Is The Low in Interest Rates in Place?

Quotable

“One of the elementary rules of foreign policy is when you are in a hole, stop digging. But judging by their recent behavior, Beijing’s foreign policy mandarins and national security establishment are clearly in violation of this rule.”- The Bullies of Beijing: China’s Image Problem, The Diplomat 

Commentary & Analysis

Italian 10-yr benchmark yield at 4.56%; is the bottom in place?

European periphery country bond yields have plunged, after peaking in late November 2011. The catalyst seems two-fold: 1) the success of the European Central Bank’s (ECB) long-term refinancing operations (LTRO), which force-fed money into European banks to better match ongoing liabilities, and 2) the edict by the ECB that it would do all to save the euro and that includes “unlimited” bond buying if necessary.

Screen Shot 2012-12-17 at 7.41.46 AM

Italian 10-year yields peaked at around 7.3% back in November 2011 and now sit comfortably at 4.56% today, after hitting a low of 4.4% on December 4th . December 4th was when Italy’s Economy Minister Vittorio Grilli said Italy was on track to hit its deficit targets for 2013 and 2014, Reuters reported.
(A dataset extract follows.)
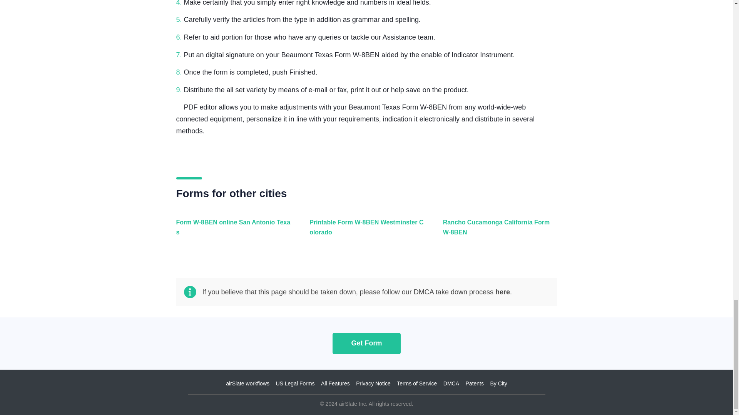 This screenshot has width=739, height=415. I want to click on Rancho Cucamonga California Form W-8BEN, so click(498, 232).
On Sunday, Italy’s central bank Governor, Ignazio Visco, said the country doesn’t need the ECB to handle market tensions now that market access has been restored.

Screen Shot 2012-12-17 at 7.43.03 AM

In short, these are quite optimistic statements from Italy’s economics team given the Eurozone recession is still in full swing and likely deepening (S&P warned Italy’s rating could be cut if the recession continues). Plus, there is potential for a leadership crisis to rear its ugly head in Italy now that Mr. Monti has stepped down, and Mr. Berlusconi, in some form or fashion, has stepped up.

A whole lot of money has been made by those gutsy enough (and deep-pocket enough) to have bought Italian bonds early this year and held on tight for a wild ride. The question we always ask: Is everyone that wants to be in this trade already positioned or are there good reasons why it makes sense for more money to flow into Italian bonds?

Technically, there seems a little bit for both sides to support their respective fundamental view (there usually always is):

10-year Benchmark Italian Yield Daily: 1) An A-B-C correction is almost complete; or 2) a classic head and shoulders setup that suggest a test of those old lows at 3.6%?